Paper long abstract:
In response to the disruption caused by disasters, recovery is a process through which societies experiment with material and social change. Here I employ an understanding of recovery as a collaboration of divergent agents and agencies, each with its own goals, means, and positioning. It consists of everyday confrontations and negotiations; a frontier in which social relations are not (yet) regulated. Therefore it is profoundly unequal, but also creative. A rapidly changing environment requires new practices, experiments, and modes of cultural production. How then does design fit into such complex, uneasy and unequal collaborations? Can we conceptualise recovery as a design process?

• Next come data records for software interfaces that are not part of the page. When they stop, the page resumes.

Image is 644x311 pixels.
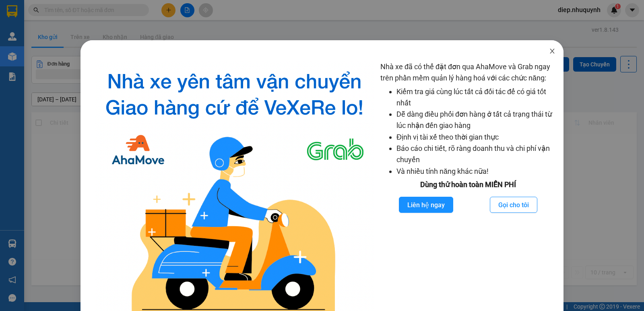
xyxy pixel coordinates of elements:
button: Gọi cho tôi [490,197,537,213]
span: close [549,48,555,54]
li: Báo cáo chi tiết, rõ ràng doanh thu và chi phí vận chuyển [396,143,555,166]
span: Gọi cho tôi [498,200,529,210]
li: Và nhiều tính năng khác nữa! [396,166,555,177]
div: Dùng thử hoàn toàn MIỄN PHÍ [380,179,555,190]
button: Close [541,40,564,63]
span: Liên hệ ngay [408,200,445,210]
li: Định vị tài xế theo thời gian thực [396,131,555,143]
li: Dễ dàng điều phối đơn hàng ở tất cả trạng thái từ lúc nhận đến giao hàng [396,109,555,131]
li: Kiểm tra giá cùng lúc tất cả đối tác để có giá tốt nhất [396,86,555,109]
button: Liên hệ ngay [399,197,453,213]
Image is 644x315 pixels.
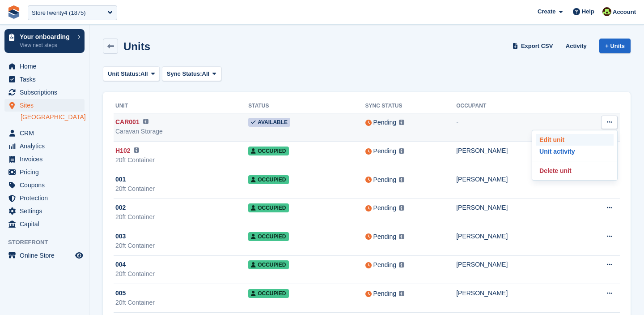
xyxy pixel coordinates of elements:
img: icon-info-grey-7440780725fd019a000dd9b08b2336e03edf1995a4989e88bcd33f0948082b44.svg [399,234,405,239]
span: H102 [115,146,130,155]
span: 003 [115,231,126,241]
div: 20ft Container [115,241,249,250]
span: Subscriptions [20,86,74,98]
button: Sync Status: All [162,66,222,81]
span: CAR001 [115,118,140,127]
a: Your onboarding View next steps [5,29,84,53]
th: Unit [114,99,249,113]
a: menu [5,217,84,230]
div: Pending [374,232,396,241]
span: Home [20,60,74,72]
div: Pending [374,175,396,184]
a: + Units [599,38,631,53]
div: Pending [374,260,396,270]
img: icon-info-grey-7440780725fd019a000dd9b08b2336e03edf1995a4989e88bcd33f0948082b44.svg [134,148,139,153]
a: Unit activity [536,145,614,158]
a: menu [5,204,84,217]
div: [PERSON_NAME] [457,288,576,298]
span: 001 [115,174,126,184]
span: All [140,69,148,78]
img: icon-info-grey-7440780725fd019a000dd9b08b2336e03edf1995a4989e88bcd33f0948082b44.svg [399,290,405,296]
a: menu [5,153,84,165]
td: - [457,113,576,141]
span: Coupons [20,179,74,191]
a: Edit unit [536,134,614,145]
div: Pending [374,289,396,298]
th: Sync Status [365,99,457,113]
div: [PERSON_NAME] [457,260,576,269]
span: Protection [20,191,74,204]
a: [GEOGRAPHIC_DATA] [21,113,84,121]
span: 004 [115,260,126,269]
a: menu [5,179,84,191]
span: CRM [20,127,74,139]
div: 20ft Container [115,155,249,165]
a: menu [5,166,84,178]
span: Analytics [20,140,74,152]
span: Occupied [249,204,289,212]
a: menu [5,127,84,139]
img: icon-info-grey-7440780725fd019a000dd9b08b2336e03edf1995a4989e88bcd33f0948082b44.svg [399,120,405,125]
th: Status [249,99,365,113]
a: Preview store [74,250,84,260]
img: icon-info-grey-7440780725fd019a000dd9b08b2336e03edf1995a4989e88bcd33f0948082b44.svg [399,262,405,267]
th: Occupant [457,99,576,113]
span: Account [613,8,636,17]
div: [PERSON_NAME] [457,231,576,241]
div: Caravan Storage [115,127,249,136]
div: 20ft Container [115,212,249,222]
a: Export CSV [511,38,557,53]
a: Activity [563,38,590,53]
a: menu [5,86,84,98]
a: menu [5,60,84,72]
span: Available [249,118,290,127]
span: Export CSV [521,41,553,51]
span: Storefront [8,238,89,247]
span: Create [538,7,556,16]
p: View next steps [20,41,73,49]
a: menu [5,99,84,111]
h2: Units [124,40,150,52]
button: Unit Status: All [103,66,160,81]
img: icon-info-grey-7440780725fd019a000dd9b08b2336e03edf1995a4989e88bcd33f0948082b44.svg [399,205,405,211]
span: Occupied [249,175,289,184]
span: All [202,69,210,78]
img: icon-info-grey-7440780725fd019a000dd9b08b2336e03edf1995a4989e88bcd33f0948082b44.svg [399,177,405,182]
span: Unit Status: [107,69,140,78]
div: 20ft Container [115,298,249,307]
div: Pending [374,118,396,128]
div: [PERSON_NAME] [457,146,576,155]
div: StoreTwenty4 (1875) [31,8,86,18]
a: Delete unit [536,165,614,177]
span: Occupied [249,232,289,241]
a: menu [5,140,84,152]
div: 20ft Container [115,184,249,194]
span: 002 [115,203,126,212]
span: Sites [20,99,74,111]
img: stora-icon-8386f47178a22dfd0bd8f6a31ec36ba5ce8667c1dd55bd0f319d3a0aa187defe.svg [7,5,21,18]
span: Pricing [20,166,74,178]
a: menu [5,191,84,204]
a: menu [5,73,84,85]
img: icon-info-grey-7440780725fd019a000dd9b08b2336e03edf1995a4989e88bcd33f0948082b44.svg [399,148,405,154]
div: [PERSON_NAME] [457,174,576,184]
span: Online Store [20,249,74,261]
span: Occupied [249,289,289,298]
span: Invoices [20,153,74,165]
span: Sync Status: [167,69,202,78]
div: [PERSON_NAME] [457,203,576,212]
span: Help [582,7,595,16]
img: Catherine Coffey [603,7,612,16]
p: Your onboarding [20,34,73,40]
span: Occupied [249,147,289,155]
a: menu [5,249,84,261]
div: Pending [374,147,396,156]
div: Pending [374,204,396,213]
span: Tasks [20,73,74,85]
span: Settings [20,204,74,217]
img: icon-info-grey-7440780725fd019a000dd9b08b2336e03edf1995a4989e88bcd33f0948082b44.svg [144,118,149,124]
span: 005 [115,288,126,298]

Exploring a conceptualisation of design as an everyday process of change, and based on ethnographic fieldwork in post-tsunami Sri Lanka, I discuss how various stakeholders engage a hastily changing environment - but more importantly how they participate, as protagonists of this change. A disaster response can be planned, shaped to certain goals, and used in governmental strategies. However, meaning and significance in design is created at the interface of designers' intentions and users' experiences. Continuous power struggles that take place in recovery thus point us to the questions, who designs for whom? And, whose interests do emerging processes of making serve? I highlight some of the ways in which social and aesthetic change have manifested itself along the Sri Lankan coastline to explore the connection between design anthropology and the anthropology of disaster.